Determining Limits Using the Squeeze Theorem
| English | Chinese | Pinyin |
|---|---|---|
| Squeeze Theorem | 夹逼定理 | jiā bī dìng lǐ |
| inequality | 不等式 | bù děng shì |
Trap a wild function between two tame ones
- Some limits resist substitution and algebra — like $\displaystyle\lim_{x\to0}x^2\sin\tfrac1x$, which wiggles infinitely fast.
- The escape: trap the messy function between two friendlier ones.
- If the upper and lower "walls" both head to the same height, the trapped function has nowhere else to go.
- This is the Squeeze Theorem 夹逼定理 (also called the Sandwich Theorem).
Trapping a function between two others with equal limits uses the ____ Theorem.
Also called the Sandwich Theorem.
What the theorem says
- Suppose near $c$ (except maybe at $c$ itself) we have $g(x)\le f(x)\le h(x)$.
- If $\displaystyle\lim_{x\to c}g(x)=\lim_{x\to c}h(x)=L$, then $\displaystyle\lim_{x\to c}f(x)=L$ too.
- The two bounds squeeze $f$ onto the single value $L$.
- You need two things: a valid inequality 不等式 near $c$, and equal limits for the bounds.
To apply the Squeeze Theorem to $f$ near $c$, you need all of...
You need two-sided bounds with equal limits, valid near $c$. $f$ need not be a polynomial — that is the whole point.
The classic wiggle
- $\sin\tfrac1x$ swings between $-1$ and $1$ forever as $x\to0$ — no limit on its own.
- But multiply by $x^2$: since $-1\le\sin\tfrac1x\le1$, we get $-x^2\le x^2\sin\tfrac1x\le x^2$.
- Both walls $\pm x^2 \to 0$ as $x\to0$.
- Squeezed between them, $\displaystyle\lim_{x\to0}x^2\sin\tfrac1x=0$.
The squeezing wall $y=x^2$
y = ax²
The parabola $y=x^2$ and its mirror $-x^2$ both pinch to $0$ at the origin — anything trapped between them is forced to $0$.
Using $-x^2\le x^2\sin\tfrac1x\le x^2$, find $\displaystyle\lim_{x\to0}x^2\sin\tfrac1x$.
Both walls $\pm x^2\to 0$, so the trapped function $\to 0$.
Checking the setup honestly
- The inequality only has to hold near $c$, not everywhere — a small interval around $c$ is enough.
- The bounds' limits must be equal; if the walls head to different heights, the theorem says nothing.
- Squeeze is the standard route to the famous $\displaystyle\lim_{x\to0}\frac{\sin x}{x}=1$, from the geometric bounds $\cos x \le \frac{\sin x}{x}\le 1$.
- Always name your two bounding functions explicitly — that is the heart of the argument.
Bounding $f$ from above only, with $f(x)\le h(x)$, is enough to apply the Squeeze Theorem.
You need bounds on both sides with equal limits — one bound proves nothing.
The Squeeze Theorem, with $\cos x\le\tfrac{\sin x}{x}\le 1$, gives $\displaystyle\lim_{x\to0}\tfrac{\sin x}{x}=$
As $x\to0$, $\cos x\to1$ and the upper bound is $1$, so the middle is squeezed to $1$.
If the lower bound heads to $2$ and the upper bound heads to $5$, the Squeeze Theorem tells you the trapped limit is...
The bounds must have equal limits; unequal walls give no conclusion.
The Squeeze Theorem needs the bounds to squeeze from both sides with equal limits. If you only bound $f$ from above ($f\le h$), or the two bounds head to different values, you have proved nothing. And the inequality must genuinely hold near $c$ — check it, don't assume it.
Show $\displaystyle\lim_{x\to0}x^2\cos\tfrac1x=0$.
- For all $x\neq0$: $-1\le\cos\tfrac1x\le1$.
- Multiply by $x^2\ (\ge0)$: $-x^2\le x^2\cos\tfrac1x\le x^2$.
- $\displaystyle\lim_{x\to0}(-x^2)=0$ and $\displaystyle\lim_{x\to0}x^2=0$.
- By the Squeeze Theorem, the middle limit is also $0$.
The Squeeze Theorem: if $g\le f\le h$ near $c$ and $\lim g=\lim h=L$, then $\lim f=L$. Use it when a function oscillates or otherwise resists direct methods — bound it above and below by functions with equal limits, verify the inequality near $c$, and $f$ is trapped onto $L$.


**Required action**:
What lines of the data below hold "bottom"? Show them.

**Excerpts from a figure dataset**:

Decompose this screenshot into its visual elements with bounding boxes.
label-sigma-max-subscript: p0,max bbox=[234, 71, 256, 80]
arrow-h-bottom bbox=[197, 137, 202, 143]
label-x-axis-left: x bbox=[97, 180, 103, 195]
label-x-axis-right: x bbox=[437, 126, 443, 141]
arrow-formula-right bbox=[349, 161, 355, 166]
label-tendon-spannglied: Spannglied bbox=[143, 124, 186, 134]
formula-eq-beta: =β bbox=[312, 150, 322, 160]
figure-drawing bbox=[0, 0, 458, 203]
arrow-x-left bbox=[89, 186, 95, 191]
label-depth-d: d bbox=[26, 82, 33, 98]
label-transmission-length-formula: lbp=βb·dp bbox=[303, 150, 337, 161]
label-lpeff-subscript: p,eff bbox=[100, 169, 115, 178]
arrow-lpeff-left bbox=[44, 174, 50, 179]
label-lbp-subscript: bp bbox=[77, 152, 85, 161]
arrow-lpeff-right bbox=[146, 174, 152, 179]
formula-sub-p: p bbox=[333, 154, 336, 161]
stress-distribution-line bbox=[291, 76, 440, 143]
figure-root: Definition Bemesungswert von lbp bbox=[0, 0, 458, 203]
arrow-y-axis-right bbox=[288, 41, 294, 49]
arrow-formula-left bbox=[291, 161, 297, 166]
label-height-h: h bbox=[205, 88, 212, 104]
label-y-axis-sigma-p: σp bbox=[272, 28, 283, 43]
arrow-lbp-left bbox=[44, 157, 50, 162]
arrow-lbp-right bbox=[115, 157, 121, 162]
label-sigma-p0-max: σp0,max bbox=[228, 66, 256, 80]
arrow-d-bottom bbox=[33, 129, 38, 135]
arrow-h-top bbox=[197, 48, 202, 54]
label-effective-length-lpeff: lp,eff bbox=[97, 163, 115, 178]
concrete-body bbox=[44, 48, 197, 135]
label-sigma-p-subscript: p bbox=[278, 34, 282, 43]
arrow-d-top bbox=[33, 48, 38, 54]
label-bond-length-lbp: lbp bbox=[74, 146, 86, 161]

**Result for this exercise**:
arrow-h-bottom bbox=[197, 137, 202, 143]
arrow-d-bottom bbox=[33, 129, 38, 135]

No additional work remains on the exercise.